Although Field of Dreams dramatized a genuine groundswell of parental concern, data compiled last year by the American Library Association (ALA) found that 72% of book censorship attempts originate from pressure groups, politicians or administrators. A mere 16% came from parents themselves. Indeed, 60% of the challenges in the 2021-22 school year were submitted by just 11 people.

All of this sets this year’s Banned Books Week, Oct. 5-11, apart as uniquely poignant. The ALA chose the theme “Censorship Is So 1984.”

In the Before Times, March 2016, journalist Glenn Greenwald sat down with public intellectual Noam Chomsky and exiled whistleblower Edward Snowden to confess he had “misremembered” George Orwell’s dystopian masterpiece.

 “I remembered the warning of Orwell being, ‘If you live in a society where you’re always being watched, that’s when you lose freedom’,” Greenwald explained. “But I actually went back and read it [for the first time since high school], and the world that Orwell was warning of was not one in which we were all being watched, it was a world in which we could be watched at any moment. What you knew is you had to act as though you were being watched, which meant … obediently, compliantly, submissively and without dissent.”

And self-censorship risks atrophying the literacy muscles altogether.

In 2023, only 16% of Americans age 15 and up imbibed books for pleasure daily, according to a study in the journal iScience. That compares to 28% in 2003.

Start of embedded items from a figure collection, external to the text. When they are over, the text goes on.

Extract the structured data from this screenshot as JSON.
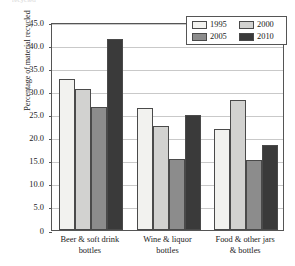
{
  "caption_remnant": "recycled",
  "chart_data": {
    "type": "bar",
    "title": "",
    "xlabel": "",
    "ylabel": "Percentage of material recycled",
    "ylim": [
      0,
      45
    ],
    "ytick_labels": [
      "45.0",
      "40.0",
      "35.0",
      "30.0",
      "25.0",
      "20.0",
      "15.0",
      "10.0",
      "5.0",
      "0"
    ],
    "ytick_values": [
      45,
      40,
      35,
      30,
      25,
      20,
      15,
      10,
      5,
      0
    ],
    "grid": true,
    "legend_position": "top-right",
    "categories": [
      "Beer & soft drink\nbottles",
      "Wine & liquor\nbottles",
      "Food & other jars\n& bottles"
    ],
    "series": [
      {
        "name": "1995",
        "color": "#f2f2ef",
        "values": [
          32.7,
          26.4,
          21.8
        ]
      },
      {
        "name": "2000",
        "color": "#d2d2d0",
        "values": [
          30.6,
          22.4,
          28.2
        ]
      },
      {
        "name": "2005",
        "color": "#8c8c8c",
        "values": [
          26.7,
          15.3,
          15.2
        ]
      },
      {
        "name": "2010",
        "color": "#3a3a3a",
        "values": [
          41.4,
          24.8,
          18.3
        ]
      }
    ]
  }
}
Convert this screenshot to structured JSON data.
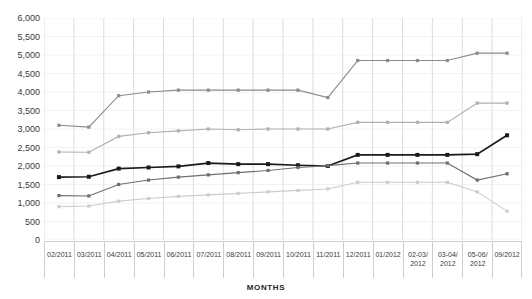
{
  "legend": {
    "items": [
      "",
      "",
      "",
      "",
      ""
    ]
  },
  "axis": {
    "x_title": "MONTHS",
    "y_ticks": [
      "6,000",
      "5,500",
      "5,000",
      "4,500",
      "4,000",
      "3,500",
      "3,000",
      "2,500",
      "2,000",
      "1,500",
      "1,000",
      "500",
      "0"
    ]
  },
  "chart_data": {
    "type": "line",
    "title": "",
    "xlabel": "MONTHS",
    "ylabel": "",
    "ylim": [
      0,
      6000
    ],
    "ytick_values": [
      0,
      500,
      1000,
      1500,
      2000,
      2500,
      3000,
      3500,
      4000,
      4500,
      5000,
      5500,
      6000
    ],
    "grid": true,
    "legend_position": "top",
    "categories": [
      "02/2011",
      "03/2011",
      "04/2011",
      "05/2011",
      "06/2011",
      "07/2011",
      "08/2011",
      "09/2011",
      "10/2011",
      "11/2011",
      "12/2011",
      "01/2012",
      "02-03/\n2012",
      "03-04/\n2012",
      "05-06/\n2012",
      "09/2012"
    ],
    "series": [
      {
        "name": "series-1",
        "color": "#8c8c8c",
        "values": [
          3100,
          3050,
          3900,
          4000,
          4050,
          4050,
          4050,
          4050,
          4050,
          3850,
          4850,
          4850,
          4850,
          4850,
          5050,
          5050
        ]
      },
      {
        "name": "series-2",
        "color": "#b0b0b0",
        "values": [
          2380,
          2370,
          2800,
          2900,
          2950,
          3000,
          2980,
          3000,
          3000,
          3000,
          3180,
          3180,
          3180,
          3180,
          3700,
          3700
        ]
      },
      {
        "name": "series-3",
        "color": "#1a1a1a",
        "values": [
          1700,
          1710,
          1930,
          1960,
          1990,
          2080,
          2050,
          2050,
          2020,
          2000,
          2300,
          2300,
          2300,
          2300,
          2320,
          2830
        ]
      },
      {
        "name": "series-4",
        "color": "#6e6e6e",
        "values": [
          1200,
          1190,
          1500,
          1620,
          1700,
          1760,
          1820,
          1880,
          1960,
          2010,
          2080,
          2080,
          2080,
          2080,
          1620,
          1790
        ]
      },
      {
        "name": "series-5",
        "color": "#cccccc",
        "values": [
          900,
          920,
          1050,
          1120,
          1180,
          1220,
          1260,
          1300,
          1340,
          1380,
          1560,
          1560,
          1560,
          1560,
          1300,
          780
        ]
      }
    ]
  }
}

Before the censorial Moms For Liberty, there were the Minute Women of the USA. In 1953, a San Antonian named Myrtle Hance “combed through the books available at the [city’s public library] and declared 500 books to contain communist materials,” in the words of historian Madison Ingram’s recent Los Angeles Times op-ed

The wife of San Antonio’s then-mayor “demanded that each book be branded with a large red sticker, so that readers would know they were ‘dangerous.’ Another city official went further, calling for the books Hance singled out to be burned.”

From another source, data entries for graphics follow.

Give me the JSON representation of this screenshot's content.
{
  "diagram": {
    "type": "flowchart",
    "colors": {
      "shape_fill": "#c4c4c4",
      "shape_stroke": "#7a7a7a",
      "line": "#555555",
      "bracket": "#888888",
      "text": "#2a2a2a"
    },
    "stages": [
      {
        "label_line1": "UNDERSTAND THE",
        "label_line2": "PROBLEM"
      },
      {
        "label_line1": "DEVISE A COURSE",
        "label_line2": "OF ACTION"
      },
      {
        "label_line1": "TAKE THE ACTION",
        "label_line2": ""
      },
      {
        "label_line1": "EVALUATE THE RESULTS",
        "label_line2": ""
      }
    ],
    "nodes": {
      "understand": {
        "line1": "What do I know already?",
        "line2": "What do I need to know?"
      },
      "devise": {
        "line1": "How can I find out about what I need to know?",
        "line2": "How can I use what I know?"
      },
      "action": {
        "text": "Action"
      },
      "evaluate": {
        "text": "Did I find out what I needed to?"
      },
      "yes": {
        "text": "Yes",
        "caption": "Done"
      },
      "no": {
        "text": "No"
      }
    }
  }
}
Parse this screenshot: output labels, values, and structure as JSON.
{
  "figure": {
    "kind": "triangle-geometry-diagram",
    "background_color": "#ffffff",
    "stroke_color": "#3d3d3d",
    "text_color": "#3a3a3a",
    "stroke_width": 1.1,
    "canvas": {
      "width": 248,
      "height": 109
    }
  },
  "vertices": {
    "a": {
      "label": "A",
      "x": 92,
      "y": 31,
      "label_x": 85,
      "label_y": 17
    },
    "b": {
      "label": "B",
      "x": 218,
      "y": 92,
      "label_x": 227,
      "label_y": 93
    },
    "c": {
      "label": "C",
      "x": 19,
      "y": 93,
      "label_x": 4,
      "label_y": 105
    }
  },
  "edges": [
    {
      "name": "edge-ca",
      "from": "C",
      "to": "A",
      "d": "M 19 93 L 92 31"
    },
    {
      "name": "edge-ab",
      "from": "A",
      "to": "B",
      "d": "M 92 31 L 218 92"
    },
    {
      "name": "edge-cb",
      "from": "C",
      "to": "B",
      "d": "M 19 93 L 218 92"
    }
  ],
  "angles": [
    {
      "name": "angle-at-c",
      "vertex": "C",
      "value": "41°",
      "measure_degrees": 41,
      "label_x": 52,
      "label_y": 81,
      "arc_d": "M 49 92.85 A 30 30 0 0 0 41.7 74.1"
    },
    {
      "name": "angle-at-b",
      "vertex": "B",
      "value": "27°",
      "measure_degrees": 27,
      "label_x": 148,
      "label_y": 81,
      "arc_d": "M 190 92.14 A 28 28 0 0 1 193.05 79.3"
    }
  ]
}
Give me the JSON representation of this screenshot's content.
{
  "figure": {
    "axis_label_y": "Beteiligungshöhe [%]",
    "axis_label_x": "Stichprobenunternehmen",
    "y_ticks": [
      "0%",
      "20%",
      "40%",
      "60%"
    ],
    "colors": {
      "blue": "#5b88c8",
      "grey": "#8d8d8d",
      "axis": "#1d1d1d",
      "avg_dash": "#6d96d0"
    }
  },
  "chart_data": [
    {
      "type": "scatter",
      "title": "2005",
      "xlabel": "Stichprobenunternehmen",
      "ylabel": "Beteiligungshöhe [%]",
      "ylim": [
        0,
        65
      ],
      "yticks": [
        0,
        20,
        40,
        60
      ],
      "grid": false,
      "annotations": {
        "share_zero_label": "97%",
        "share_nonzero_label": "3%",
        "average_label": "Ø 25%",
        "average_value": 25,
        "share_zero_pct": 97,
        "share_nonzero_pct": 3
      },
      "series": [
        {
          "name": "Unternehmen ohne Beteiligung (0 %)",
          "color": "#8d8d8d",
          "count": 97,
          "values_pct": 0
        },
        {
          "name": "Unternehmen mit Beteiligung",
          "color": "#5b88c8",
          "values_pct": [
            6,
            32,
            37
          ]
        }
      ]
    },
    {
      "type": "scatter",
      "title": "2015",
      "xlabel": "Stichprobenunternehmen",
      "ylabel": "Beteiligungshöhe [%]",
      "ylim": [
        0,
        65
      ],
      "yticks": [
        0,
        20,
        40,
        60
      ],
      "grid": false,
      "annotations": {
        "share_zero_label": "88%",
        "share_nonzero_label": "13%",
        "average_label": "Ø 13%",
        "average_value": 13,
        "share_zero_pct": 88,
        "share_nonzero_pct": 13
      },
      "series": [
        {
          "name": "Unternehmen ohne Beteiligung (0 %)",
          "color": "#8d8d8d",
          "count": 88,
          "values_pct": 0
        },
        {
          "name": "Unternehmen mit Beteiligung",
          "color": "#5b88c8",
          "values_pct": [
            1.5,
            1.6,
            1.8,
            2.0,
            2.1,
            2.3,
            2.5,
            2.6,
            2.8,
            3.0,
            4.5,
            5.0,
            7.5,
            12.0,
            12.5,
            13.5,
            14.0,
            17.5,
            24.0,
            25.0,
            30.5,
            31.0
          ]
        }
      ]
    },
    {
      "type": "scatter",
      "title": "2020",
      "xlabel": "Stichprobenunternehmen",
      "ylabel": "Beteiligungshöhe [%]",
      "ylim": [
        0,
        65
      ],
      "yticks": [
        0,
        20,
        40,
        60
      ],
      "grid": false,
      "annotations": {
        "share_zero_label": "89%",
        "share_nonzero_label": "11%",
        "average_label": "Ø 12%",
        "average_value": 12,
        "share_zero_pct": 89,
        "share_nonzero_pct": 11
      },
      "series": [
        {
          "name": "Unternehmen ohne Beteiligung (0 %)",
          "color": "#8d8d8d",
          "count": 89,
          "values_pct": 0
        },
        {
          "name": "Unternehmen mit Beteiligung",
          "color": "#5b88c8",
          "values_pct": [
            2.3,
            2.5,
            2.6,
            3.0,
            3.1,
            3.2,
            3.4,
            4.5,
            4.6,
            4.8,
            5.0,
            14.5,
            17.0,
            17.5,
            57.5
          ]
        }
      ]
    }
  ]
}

Now for the Hollywood-worthy all-American conclusion. 

“It was the chief librarian who stood in the way,” historian Ingram pointed out in the op-ed. “Julia Grothaus, who’d served in her position for two decades, rallied the support of local writers, journalists and civic organizations; the Public Library Board of Trustees refused to go along with the mayor’s call for her resignation. Only because of her defiance, the books in San Antonio were not labeled or burned.”

If that doesn’t inspire you to go get yourself a library card and start reading, good luck waiting for a voice only you and James Earl Jones can hear.